Bundled (paired) version of a Burger's characteristic curve $\gamma : \mathbb{R} \to \mathbb{R} \times \mathbb{R}$: the time component has derivative $1$ and the space component has derivative $u(\gamma_t, \gamma_x)$.
- time_param (s : ℝ) : HasDerivAt (fun (s : ℝ) => (γ s).1) 1 s
- spatial_eq (s : ℝ) : HasDerivAt (fun (s : ℝ) => (γ s).2) (u (γ s).1 (γ s).2) s
Instances For
Spatial-component analogue: if $u$ is constant along the characteristic $(g_0, g_1)$ then $g_1$ has zero acceleration, $g_1''(s) = 0$ for all $s$.
Uniqueness for the linear ODE $w'(s) = -w(s) \cdot h(s)$ with $w(0) = 0$ on the right half-line: any differentiable solution with continuous coefficient $h$ must vanish identically on $[0, \infty)$. Proved via Grönwall.
Two-sided uniqueness: any differentiable solution of $w'(s) = -w(s) h(s)$ with $w(0) = 0$ and continuous $h$ vanishes on all of $\mathbb{R}$.
Proposition 2.0.2 (Burger solutions are constant along characteristics). Let $u$ be a $C^1$ solution of Burger's equation with initial data $u(0, \cdot) = f$. Then along the straight characteristic emanating from $(0, p)$, the solution is constant: $u(s, p + f(p) \cdot s) = f(p)$ for all $s \in \mathbb{R}$.
Theorem 3.1 ("Solving" Burger's equation). Reformulation of
burgers_constant_along_straight_char: if $(t, x)$ lies on the characteristic
through $(0, p)$, i.e. $x = p + f(p) \cdot t$, then $u(t, x) = f(p)$.
If $f$ is differentiable and $f'(x_0) < 0$, then there exists some $x_1 > x_0$ with $f(x_1) < f(x_0)$. (A strict decrease just to the right of $x_0$.)
If $f'(x_0) < 0$ for some $x_0$, then two characteristics for Burger's equation collide at some positive time: there exist distinct $p_0, p_1$ and $t > 0$ with $p_0 + f(p_0) t = p_1 + f(p_1) t$.
The forward-time contradiction underlying the singularity theorem: if the initial data has $f'(x_0) < 0$, then there is a point $(t, x)$ with $t > 0$ where the constant-along-characteristics property forces $u(t, x) = f(p_0) = f(p_1)$ for distinct $p_0, p_1$ with $f(p_0) \ne f(p_1)$, a contradiction.
Implicit Function Theorem (bare form). If $f \in C^1(\mathbb{R})$ with $f' \ge 0$ everywhere, then there exists a $C^1$ function $p_0(t, x)$ on $\mathbb{R}^2$ that inverts the characteristic relation $x = p + f(p) t$ and agrees with the identity at $t = 0$.
The characteristic inverse $p_0(t, x)$ satisfies the linear transport equation $\partial_t p_0 + f(p_0) \partial_x p_0 = 0$. Derived by implicit differentiation of the relation $x = p_0(t, x) + f(p_0(t, x)) t$.
Combined IFT-with-transport statement: if $f \in C^1$ with $f' \ge 0$, then the characteristic inverse $p_0$ exists, is $C^1$, agrees with the identity at $t = 0$, satisfies $x = p_0 + f(p_0) t$, and obeys the transport PDE $\partial_t p_0 + f(p_0) \partial_x p_0 = 0$.
Existence direction of Theorem 4.1. If $f \in C^1(\mathbb{R})$ has $f'(x) \ge 0$ for all $x$, then Burger's equation admits a global $C^1$ solution $u(t, x) = f(p_0(t, x))$ with initial data $u(0, \cdot) = f$.
Theorem 4.1 (Sharp Characterization of Singularity Formation in Burger's Equation). For initial data $f \in C^1(\mathbb{R})$, Burger's equation $u_t + u u_x = 0$ has a global $C^1$ solution on $[0, \infty) \times \mathbb{R}$ with $u(0, \cdot) = f$ if and only if $f'(x) \ge 0$ for all $x \in \mathbb{R}$. Equivalently, singularities form in finite time iff the initial data has a strictly decreasing portion.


Work required
There are pictures in the records below; leave them out and set down exactly the lines from the one holding "Decompose this screenshot" through the one holding "What elements are".

*** Opening of Record set ***

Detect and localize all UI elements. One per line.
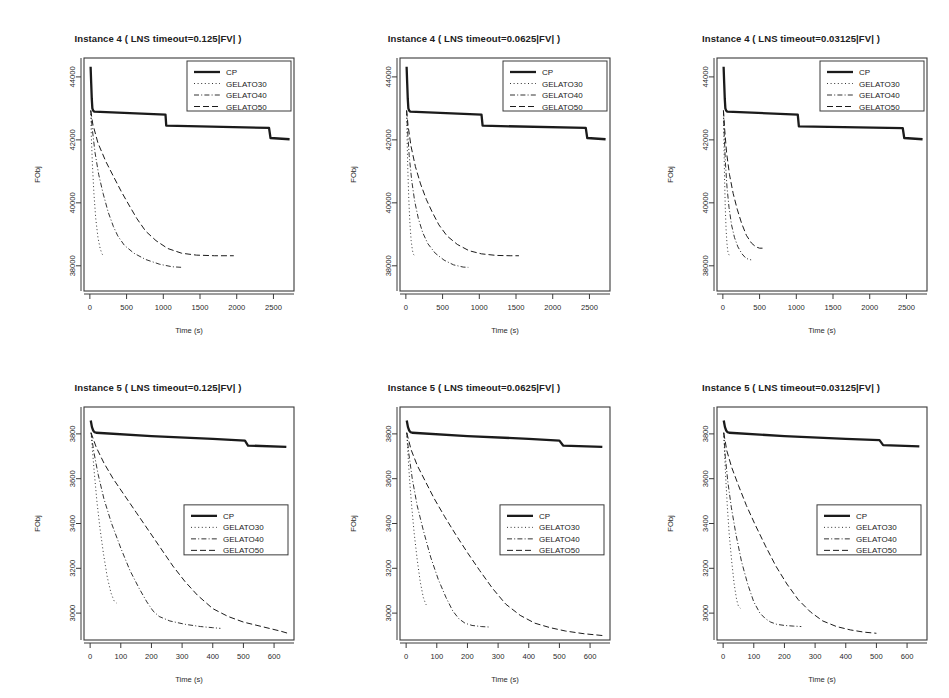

*** Close of Record set ***
*** Opening of Record set ***

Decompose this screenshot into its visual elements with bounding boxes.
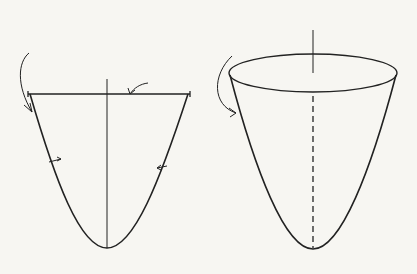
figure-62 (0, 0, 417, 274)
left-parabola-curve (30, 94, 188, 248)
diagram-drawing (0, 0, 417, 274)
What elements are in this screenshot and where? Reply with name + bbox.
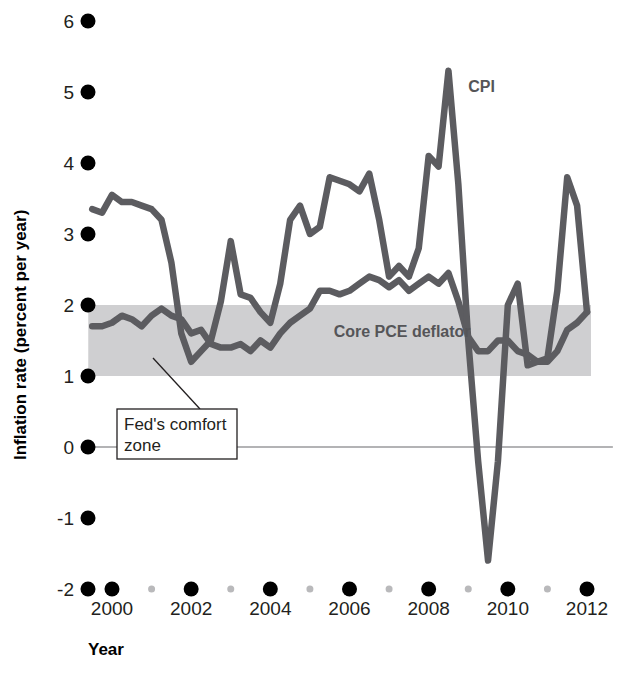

*** Close of Record set ***
*** Opening of Record set ***

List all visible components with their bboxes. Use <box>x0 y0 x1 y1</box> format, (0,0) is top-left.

*** Close of Record set ***

Exercise result
Decompose this screenshot into its visual elements with bounding boxes.
figure-62 (0, 0, 417, 274)
left-parabola-curve (30, 94, 188, 248)
diagram-drawing (0, 0, 417, 274)
What elements are in this screenshot and where? Reply with name + bbox.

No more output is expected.